You can follow along with the progress in the Zulip topic: #General > HardenedBSD Switching to Radicle.
Quarterly Objectives
1.9.0: releasing Radicle 1.9.0 is one of our more immediate objectives.
We have already merged a lot of nice improvements, with a few more in sight.
Of note is integrating with the I2P network (similar to the Tor integration).
We encourage any I2P users to try this out and report their experience, to see if we can further improve this.
Another improvement that we expect to land in time for the release is the addition of symbolic references to the canonical reference namespace of a repository. This means that delegates will be able to edit the repository identity document, specifying the name and the target of a symbolic reference. The target would usually be a regular reference created by a rule. The prototypical example being HEAD -> refs/heads/main (or whatever the default branch is named).
Simulation testing: something we have found hard to do in the past is simulating a Radicle network topology, and seeing how nodes interact with each other. There has been a massive effort to introduce a solution to this. There will soon be a way to spin up a network of nodes, on different versions of Radicle, and test scenarios. In fact, we have already used a PoC of this to test the fixes for the security vulnerability (discussed in Radicle 1.8.0).
Signed push certificates: the approach of signed references has been one way of approaching crypotgraphically signing and securing the set of references we publish on the Radicle network. However, there already exists a native mechanism for doing something similar, which is push certificates. We plan on migrating towards using these to be more in line with Git itself, as well as potentially opening up the door for non-Radicle users to push to Radicle nodes.
Radicle URI: Richard Levitte, a frequent contributor to Radicle and a member of our Zulip community, has worked hard and patiently to put together a RIP (accompanying Zulip topic) that describes a foundational Radicle URI format. This is almost in an accepted state, at which point we will introduce a library component which defines these in Rust. From there, we hope that the Radicle ecosystem will benefit from sharing and experimenting with these URIs, as well as implementing handlers for the existing clients.
Improved foundations: while dealing with the security vulnerability, but also improving the code base in general, we have noticed that a lot of components β and how they interact β are hard to reason about. We are going to make an effort to improve this situation: drawing context boundaries, creating better and isolated packages, and improving the ability to test smaller components. This will start with the storage layer, and move its way up the stack.
Budget
The following is based on a draft, and requires a cross-check from the accountants.
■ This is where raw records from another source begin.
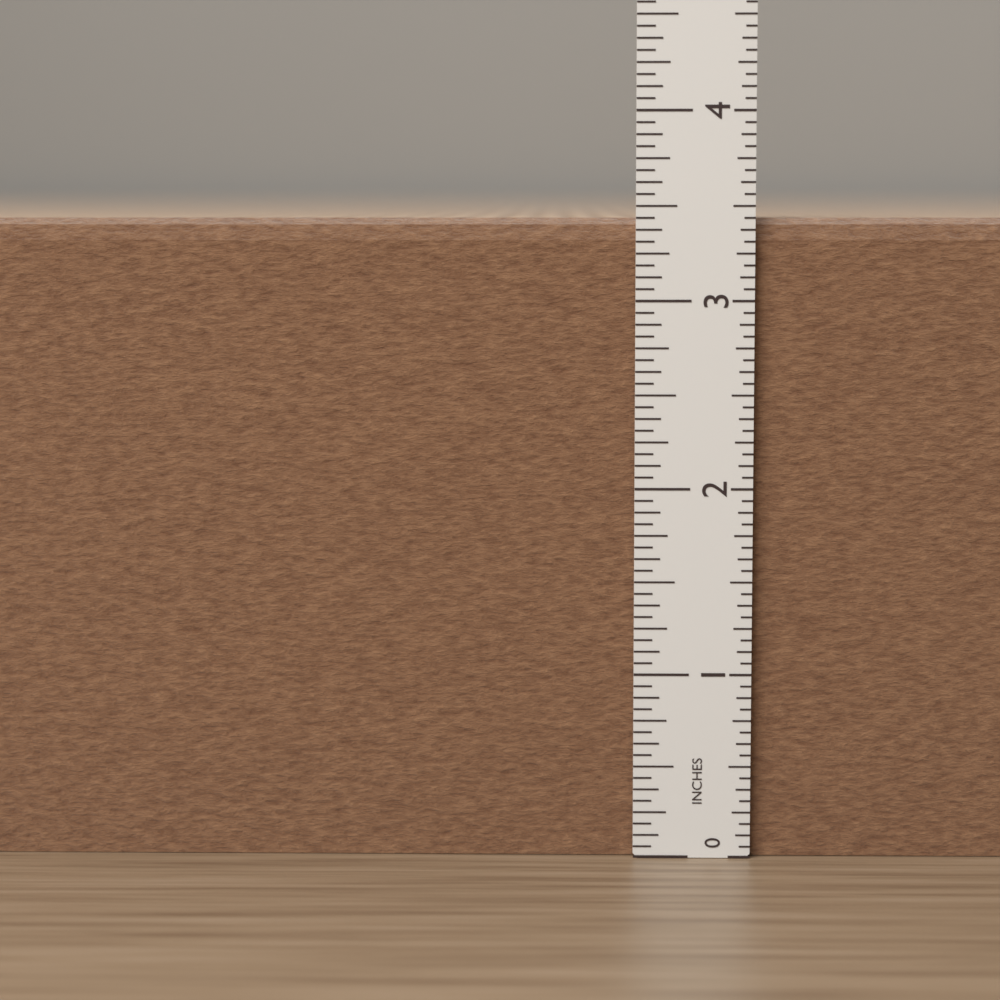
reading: 3.4375 in
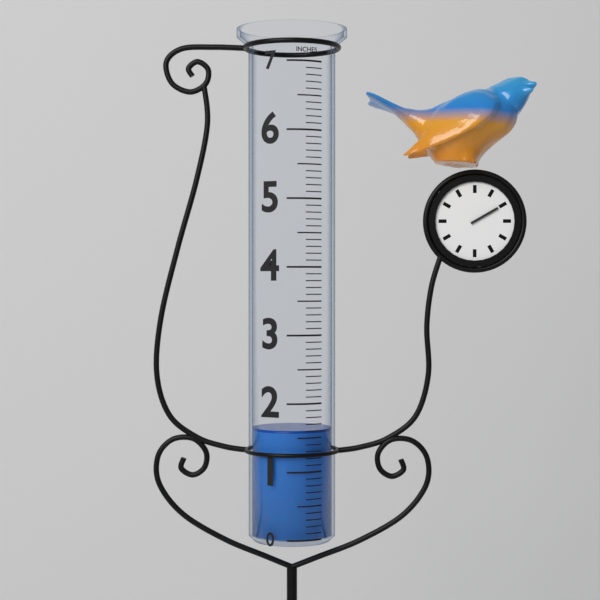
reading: 1.6 in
Period: 1 January 2026 to 31 March 2026
| Account | Actual | Budget | Difference |
|---|---|---|---|
| Contributors | CHF 121β048.63 | CHF 134β624.18 | -CHF 13β575.55 |
| Offsites/Events - External | CHF 1β267.79 | CHF 6β250.00 | -CHF 4β982.21 |
| Online Subscriptions | CHF 483.32 | CHF 750.00 | -CHF 266.68 |
| Total | CHF 122β799.74 | CHF 141β624.18 | -CHF 18β824.44 |
Notes
- Negative differences indicate spend below budget for the period.
- Monthly budget allocation means under-spend does not necessarily reflect savings for the full year.